No New Coal Rally and March

E.ON’s proposals to build a new and highly polluting power station at Kingsnorth had gone largely unnoticed in the media until the Climate Camp brought the issue to national attention. The over-reaction by the police helped to raise its profile, as did the trail of the Kingsnorth Six, activists arrested for causing an alleged £30,000 damage to one of the chimneys of the existing coal-fired in October 2007 and charged with criminal damage.

The activists claimed they had “lawful excuse” for their actions in that they carried it out to help prevent the much greater damage that a new coal-fired power station would cause by accelerating climate change.

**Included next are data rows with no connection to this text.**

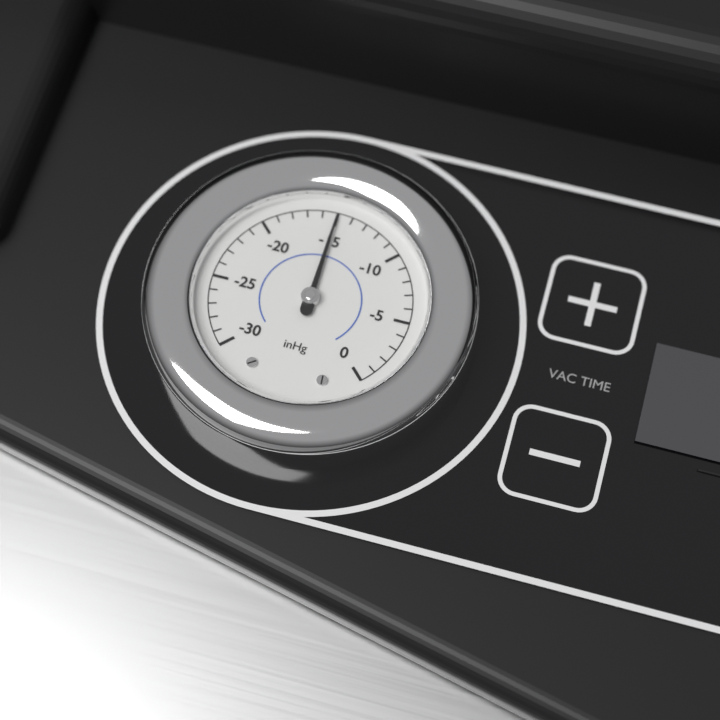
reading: -15 inHg
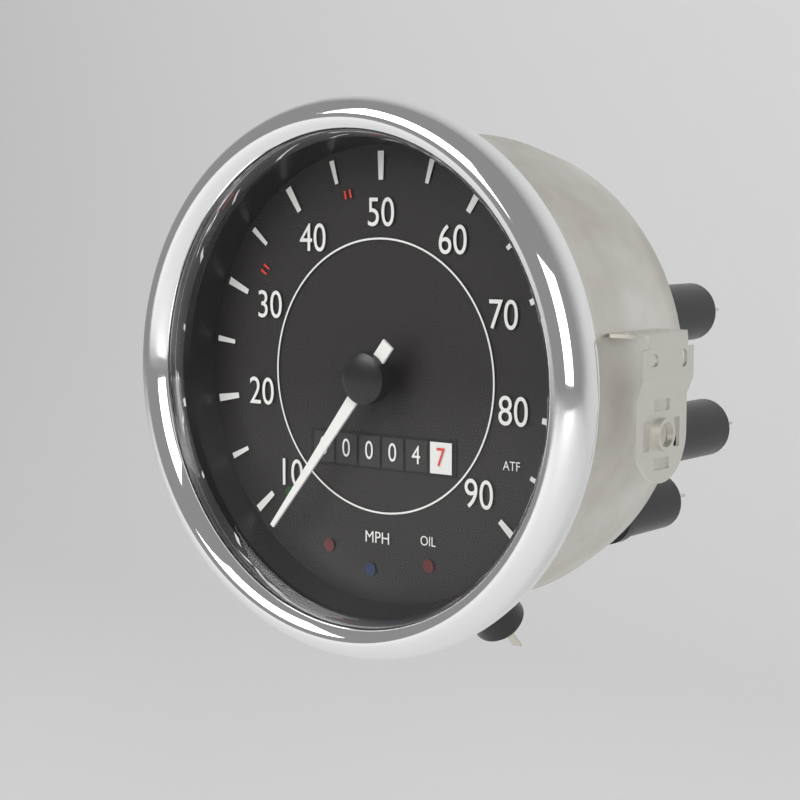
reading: 7 MPH
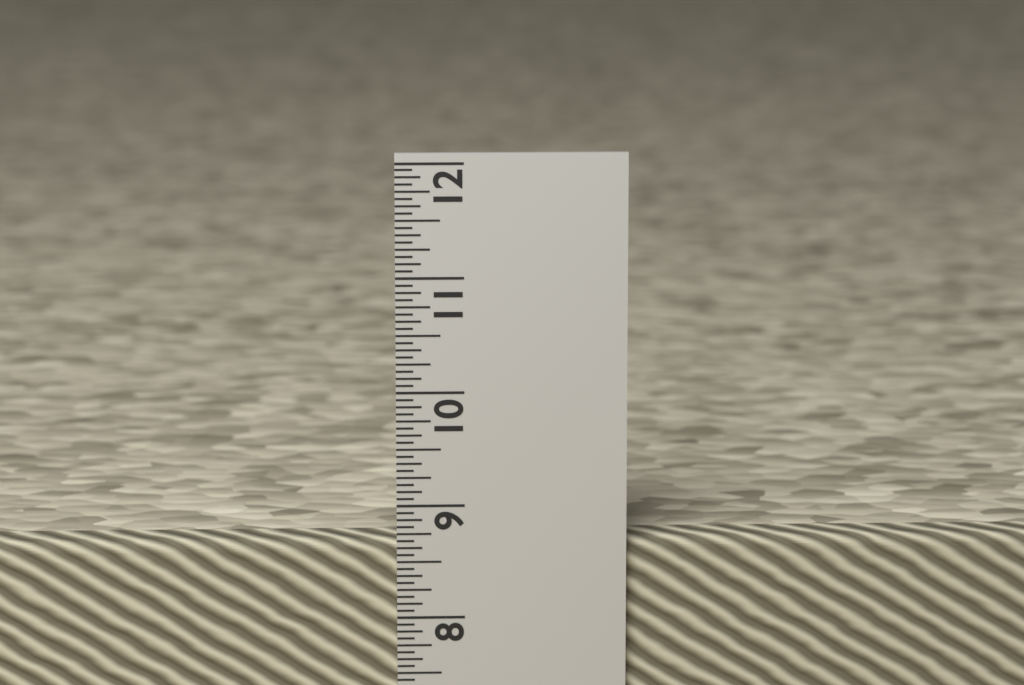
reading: 8.6875 in
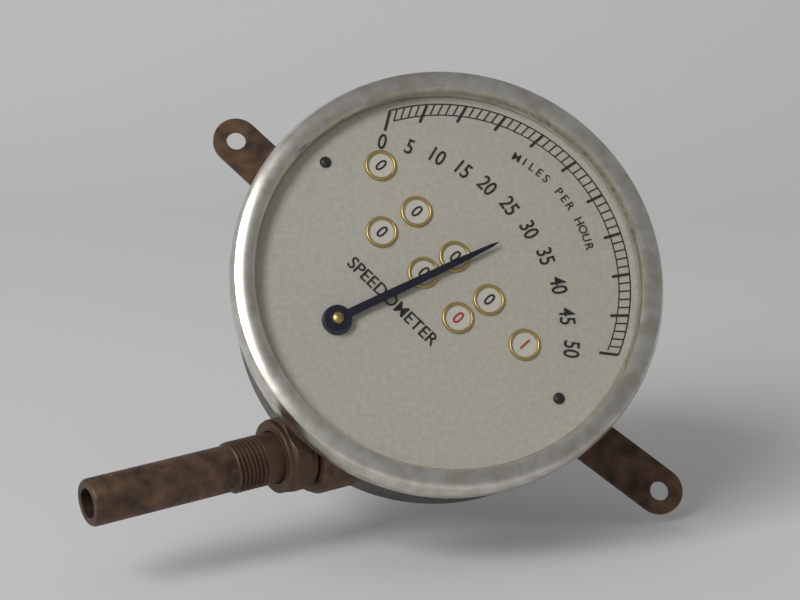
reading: 30 mph
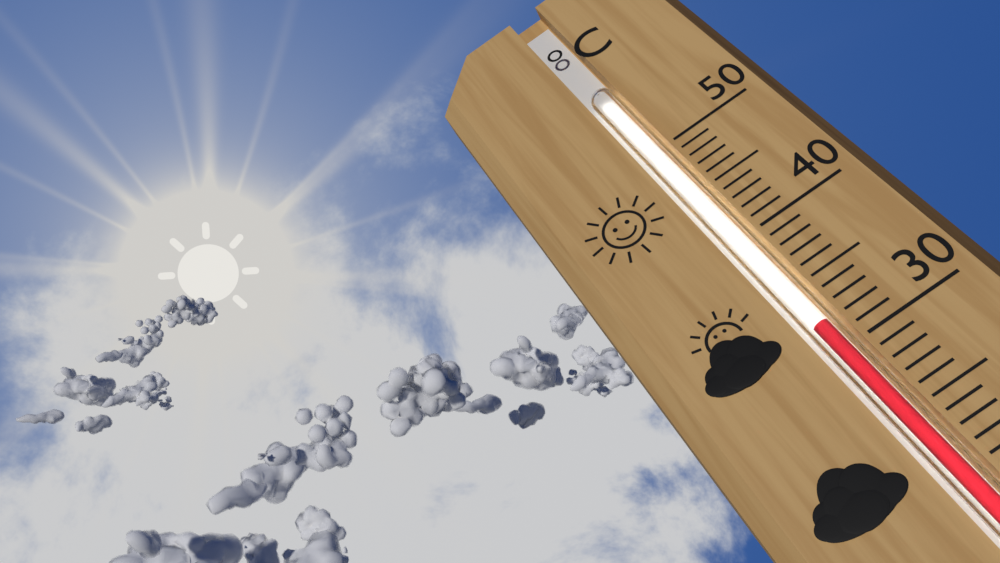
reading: 32 °C
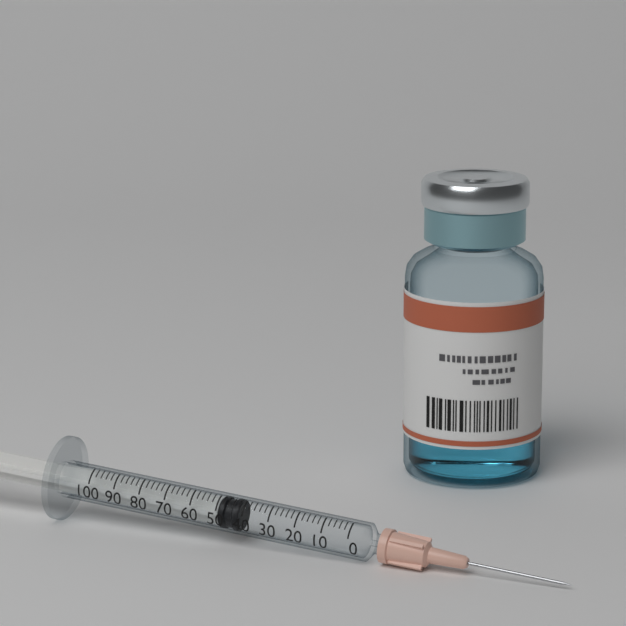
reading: 42 (no unit)
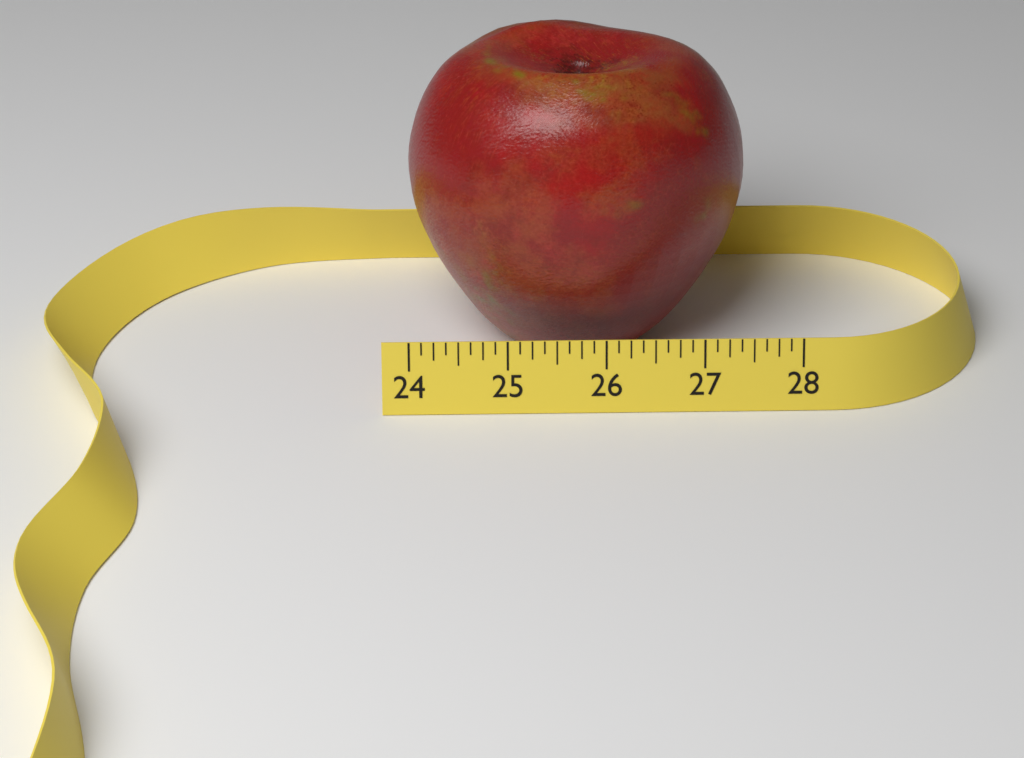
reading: 27.500 (no unit)
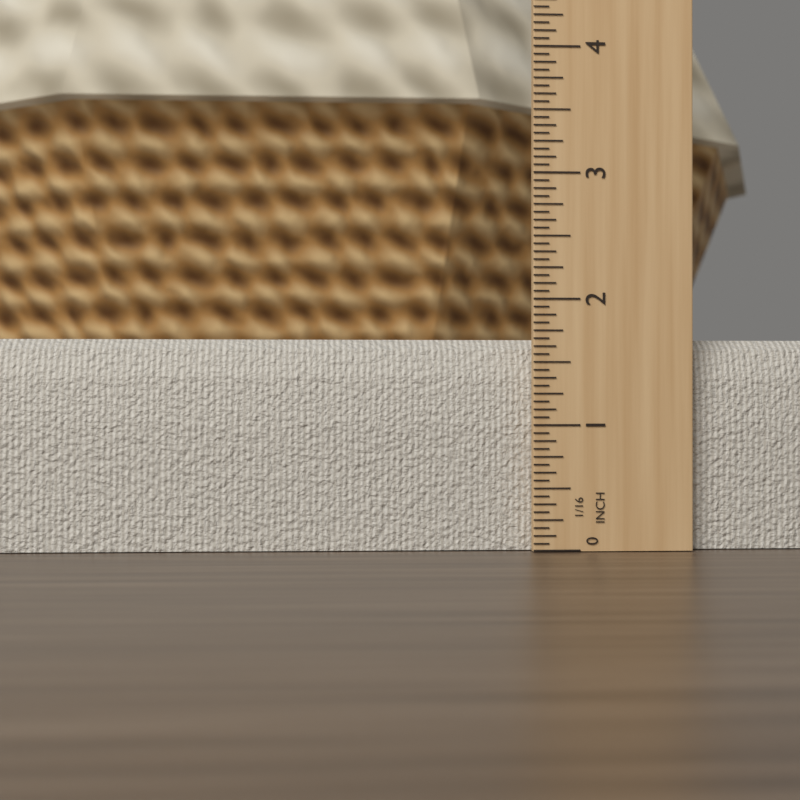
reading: 1.6875 in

Their trial heard evident from five defence witnesses, one of them Professor James Hansen, a former climate change adviser to the US White House, who stated that the social cost of emitting a tonne of CO2 was around £50. He estimated that a new coal-fired power station would cause around £1 million worth of damage per day it ran.

In truth the activists had not actually damaged the chimney significantly, but had simply painted the word ‘Gordon‘ on it, but they were acquitted in September 2008 because the jury found the damage they did to the smokestack was outweighed by the harm done to the planet by emissions from the power station.

E.ON was forced to abandon its plans largely because of the substantial public protests and criticism much of it arising from the publicity given to the Climate Camp and the trial.

The UK establishment were appalled by the verdict, and we have recently seen part of their reaction to this in the recent trial of Just Stop Oil activists who were judged to have committed contempt of court for attempting to introduce similar issues in their defence and then given draconian sentences for their peaceful protest. The law is meant to protect the interests of the rich and powerful not the planet.

You can read more about the rally in Rochester and the march towards Kingsnorth on My London Diary. One Climate Camp Caravan had started from Heathrow a week ago and another, the Stop Incineration Climate Camp Caravan had been travelling from Brighton, both demonstrating at various related sites along their routes and they met on Sunday morning in the middle of Rochester for a ‘No New Coal’ Rally attended by around 300 people.

After the rally the protesters set off to march to Kingsnorth and I went with them across the Medway and up the long hill in Strood before leaving them and returning to Strood station.

More at No New Coal Rally and March.